Depends on how deep, and the type of target you are attempting to kill. Too deep and you lose the desired effect. Air blasts are good at killing people and spreading shrapnel, but not as effective on infrastructure targets (you will break windows, but not knock down buildings).

In terms of total casualties per rocket they were broadly similar.. they carried a similar explosive payload as well.
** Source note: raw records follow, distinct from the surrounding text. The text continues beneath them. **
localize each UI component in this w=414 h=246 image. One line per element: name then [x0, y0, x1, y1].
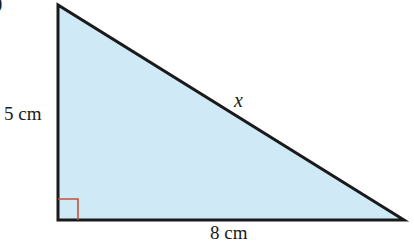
right-triangle: [58, 5, 404, 220]
vertical-side-label: 5 cm: [4, 103, 41, 125]
hypotenuse-label: x: [234, 89, 243, 112]
horizontal-side-label: 8 cm: [210, 222, 247, 244]
triangle-diagram: [0, 0, 414, 246]
part-label: ): [0, 0, 2, 14]
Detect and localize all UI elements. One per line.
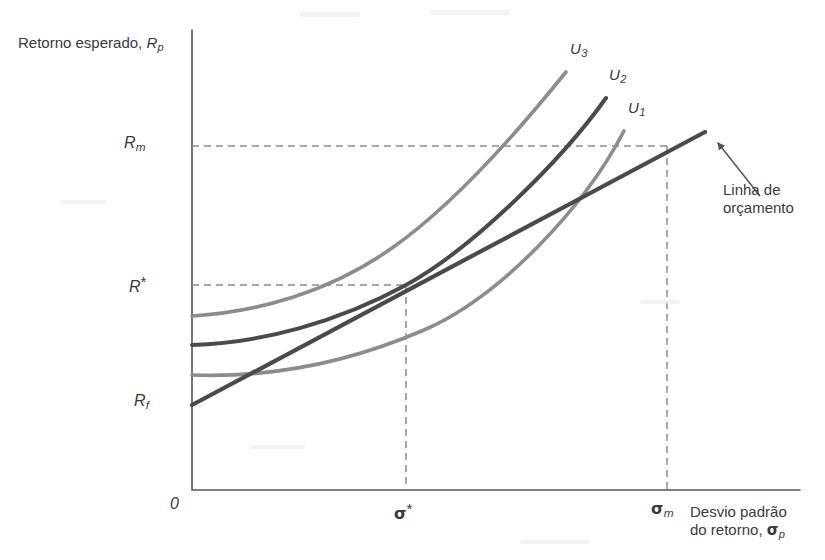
y-tick-label-Rm: Rm <box>124 134 146 155</box>
axis-lines <box>192 30 800 490</box>
origin-label: 0 <box>170 495 179 514</box>
figure-container: Retorno esperado, Rp Desvio padrão do re… <box>0 0 825 560</box>
budget-line-annotation: Linha de orçamento <box>723 181 794 216</box>
x-axis-title: Desvio padrão do retorno, σp <box>690 503 787 541</box>
curve-U3 <box>192 72 566 316</box>
x-axis-title-line2: do retorno, σp <box>690 521 787 541</box>
curve-label-U2: U2 <box>609 66 626 86</box>
x-axis-title-line1: Desvio padrão <box>690 503 787 521</box>
indifference-curves <box>192 72 624 375</box>
y-axis-title: Retorno esperado, Rp <box>18 34 164 54</box>
x-tick-label-sigma-m: σm <box>651 500 674 521</box>
budget-line-annotation-line1: Linha de <box>723 181 794 199</box>
budget-line <box>192 132 705 405</box>
diagram-canvas <box>0 0 825 560</box>
y-tick-label-R-star: R* <box>129 273 146 296</box>
x-tick-label-sigma-star: σ* <box>394 500 412 523</box>
budget-line-annotation-line2: orçamento <box>723 199 794 217</box>
curve-label-U1: U1 <box>628 99 645 119</box>
y-axis-subscript: p <box>157 41 163 53</box>
x-axis-subscript: p <box>778 528 784 540</box>
y-tick-label-Rf: Rf <box>134 392 149 413</box>
curve-label-U3: U3 <box>570 40 587 60</box>
guide-lines <box>192 146 667 490</box>
x-axis-sigma-symbol: σ <box>767 521 779 539</box>
y-axis-symbol: R <box>146 34 157 51</box>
So you are agreeing with Geoff now then....?

Reply to
John Rumm

But he's been with the same GF for ten years, which is a lot longer than some celebrity marriages.

Reply to
Halmyre

eg Jade Goody

Reply to
ARWadsworth

Sorry, but I find that in extremely poor taste (possibly even a bit sick), given that Jade and hubby never had the chance to see how long their marriage could have lasted.

-- Chris French

Reply to
chris French

No, to do so would make me wrong. He just doesn't understand the meaning of "most". As I said most bombs didn't have anti-tamper, incendiaries didn't for example.

Reply to
dennis

I never liked them really. The cord grip was the best bit and worked well, but I found the wire terminations with the central post in the way made them harder to wire. The plugs were often too wide for some circumstances as well.

Reply to
John Rumm

In message , "dennis@home" writes

Denboi does the old wheedling out bit ... again

Actually, you're right , those little bombs that you used to be able to buy for 6d which you primed with a cap (100 for a penny) when we were at school didn't have them either

Reply to
geoff

And I always used to think that cancer was a horrible disease, but in fact it is a miracle cure, it can turn a fat ugly racist ignorant woman into an angel.

Reply to
ARWadsworth

There is no need for you to resort to the ridiculous, you were wrong anyway. And there was no wheedling out either, it is exactly as I said, just as it usually is.

Reply to
dennis

In message , "dennis@home" writes

As with everything else denboi, you have no spirit or feeling

I'm sure everyone else understood what I meant, you're just trying to pick an argument

f*ck, you're a retard

Reply to
geoff

You are arguing, I just stated a fact.

Reply to
dennis

So if a bomb relies on a charged battery or capacitor to detonate how come that unexploded ones can remain dangerous for decades, when either device would surely have completely discharged?

Reply to
Andy Wade

I had forgotten about those! They were fun.

Reply to
Michael Chare

Two bolts and a nut worked well.

Reply to
dennis

I think the main danger is that the chemicals used in in the initiator decompose and it becomes ultra sensitive to vibration and handling in their own right.

Reply to
John Rumm

Broadly speaking, they aren't. They were built by Germans, and German chemists at that, so they're pretty stable.

The big problem with a modern discovery of a WW2 German bomb is when it's a time-delay fuze, the No 17. This has two fuzes in series, the electric fuze and then an adjustable clockwork delay fuze. Once the clockwork has started, the electric fuze is no longer required. It was supposed to detonate within 72 hours max, so it has either not been started, or it has started and then stopped by jamming. A mechanical shock today can re-start the clock, at an unknown time.

Then there's an anti-handling fuze, the Zus40, behind many of those delay fuzes. Render-safe still requires that to be dealt with, so as to get the gaine and booster charge (big enough to be a problem) away from the detonator.

OTOH, the Japanese favoured picric acid as an explosive. In contact with metals over time, this forms picrates that are horribly impact senstive. Even without the fuze, even just fragments of a damaged munition, the stuff can go off if you walk on it.